I would estimate that we had approximately 60 people there, most from Alameda County Members' Council and Calguns. Thirty-one filled out speaker cards.
Our people were well-dressed, well behaved and well spoken. We made our point well several times over.
However, because the Council had already made up its mind that these laws would pass, they used the late starting time to arbitrarily decide that we would each have only one minute to speak. Restricting speaking time to one minute is not only wrong, it severely penalized and threw off track people that came with prepared remarks.
Regardless, our people were eloquent and persuasive. Some used time generously ceded by other speakers so they could more effectively make their points.
Our first speaker asked us all to rise so the council could see how many stood in opposition. The result was amazing. Some on the council actually had the grace to look startled.

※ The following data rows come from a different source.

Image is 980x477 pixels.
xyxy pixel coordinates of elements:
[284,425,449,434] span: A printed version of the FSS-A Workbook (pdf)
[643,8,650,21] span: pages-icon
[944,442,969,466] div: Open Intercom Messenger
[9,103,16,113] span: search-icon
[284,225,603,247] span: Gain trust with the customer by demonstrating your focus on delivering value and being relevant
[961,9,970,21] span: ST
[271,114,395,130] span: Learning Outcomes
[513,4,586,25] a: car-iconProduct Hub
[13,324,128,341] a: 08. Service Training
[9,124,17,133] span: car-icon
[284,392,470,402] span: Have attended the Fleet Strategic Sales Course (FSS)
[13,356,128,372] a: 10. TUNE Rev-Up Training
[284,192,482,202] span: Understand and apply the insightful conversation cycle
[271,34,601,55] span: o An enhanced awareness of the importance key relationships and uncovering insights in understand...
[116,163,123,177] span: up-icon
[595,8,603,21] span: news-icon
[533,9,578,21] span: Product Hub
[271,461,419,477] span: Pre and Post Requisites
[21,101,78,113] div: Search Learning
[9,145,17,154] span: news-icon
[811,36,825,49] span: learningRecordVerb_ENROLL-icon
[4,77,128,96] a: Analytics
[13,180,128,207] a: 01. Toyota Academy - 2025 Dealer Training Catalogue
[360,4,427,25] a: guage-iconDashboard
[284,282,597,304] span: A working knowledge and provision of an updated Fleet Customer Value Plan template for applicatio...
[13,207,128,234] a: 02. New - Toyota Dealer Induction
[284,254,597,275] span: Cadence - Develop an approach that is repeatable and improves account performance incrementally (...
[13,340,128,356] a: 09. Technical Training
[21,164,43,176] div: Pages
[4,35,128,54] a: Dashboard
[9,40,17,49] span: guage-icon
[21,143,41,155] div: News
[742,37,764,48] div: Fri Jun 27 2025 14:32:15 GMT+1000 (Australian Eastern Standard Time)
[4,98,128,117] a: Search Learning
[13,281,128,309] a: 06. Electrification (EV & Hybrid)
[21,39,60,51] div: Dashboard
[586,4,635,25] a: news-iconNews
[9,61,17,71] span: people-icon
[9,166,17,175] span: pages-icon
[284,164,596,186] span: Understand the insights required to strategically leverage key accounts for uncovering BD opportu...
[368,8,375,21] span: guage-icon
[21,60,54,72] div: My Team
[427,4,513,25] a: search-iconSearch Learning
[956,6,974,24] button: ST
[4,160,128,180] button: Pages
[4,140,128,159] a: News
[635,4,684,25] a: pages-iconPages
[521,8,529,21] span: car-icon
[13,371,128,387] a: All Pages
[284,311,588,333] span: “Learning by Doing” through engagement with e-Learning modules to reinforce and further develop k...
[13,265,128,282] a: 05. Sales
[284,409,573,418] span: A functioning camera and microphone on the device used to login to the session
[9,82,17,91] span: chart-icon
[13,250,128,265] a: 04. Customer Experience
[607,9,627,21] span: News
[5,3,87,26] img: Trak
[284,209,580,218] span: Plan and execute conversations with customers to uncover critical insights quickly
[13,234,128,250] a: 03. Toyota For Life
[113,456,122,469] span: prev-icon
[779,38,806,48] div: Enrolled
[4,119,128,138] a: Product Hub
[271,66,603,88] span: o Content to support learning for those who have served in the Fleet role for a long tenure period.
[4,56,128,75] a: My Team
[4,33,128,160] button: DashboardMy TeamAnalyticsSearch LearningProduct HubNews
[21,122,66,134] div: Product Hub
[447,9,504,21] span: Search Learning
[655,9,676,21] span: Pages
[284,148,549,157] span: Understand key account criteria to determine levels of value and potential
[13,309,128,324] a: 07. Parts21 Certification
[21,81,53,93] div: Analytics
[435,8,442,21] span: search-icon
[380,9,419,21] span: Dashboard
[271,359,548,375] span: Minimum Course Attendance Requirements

But we were talking to closed minds. The backroom deal had been done. The payola was in.
San Mateo County Board of Supervisors member Rose Jacobs Gibson, who first proposed these laws for [size=San Mateo][/size] County, was there. The fact that the NRA shot her down on her home turf didn't stop her from trying elsewhere. Jacobs Gibson also serves on the Association of Bay Area Governments (ABAG), and that gives her a strident voice to push LCAV's water around the rest of the Bay Area.
With her at tonight's meeting were several of her LCAV masters. They spent a lot of time smirking. It was telling that they sat in a row together, and Jacobs Gibson sat alone right behind them.
Besides the one minute speaking constraint, two other procedural errors should be mentioned. These ordinances were lumped together as item 10.4-CC on the agenda's consent calendar. As was pointed out to the solons sitting on the council, any time you have 31 people speaking against a proposed ordinance, it does not belong on the consent calendar. The consent calendar is normally reserved for non-controversial items, or, to quote from [size=Oakland][/size]'s own agenda, items that "[are] not controversial, and [do] not have a high level of public interest..."
Sixty people showing up to object to something, and half of them trying to be very vocal about it, indicates that there may actually be some controversy and possibly even some public interest involved.
Second, following the council's rules, access to speaker cards was cut off at 8:00 p.m. The meeting did not start until almost 9:00 p.m. Several people who had changed their minds about speaking suddenly found themselves without the wherewithal to do so.
All in all, it was another shabby performance by a shady governmental entity.
May it cost them dearly in the lawsuits sure to come.
Coda[/b]
This is a critical reminder that we all need to monitor our local towns' city council agendas assiduously. It is especially important that we do so here in [size=Alameda][/size] County, because this LCAV generated and ABAG facilitated cancer is sure to spread.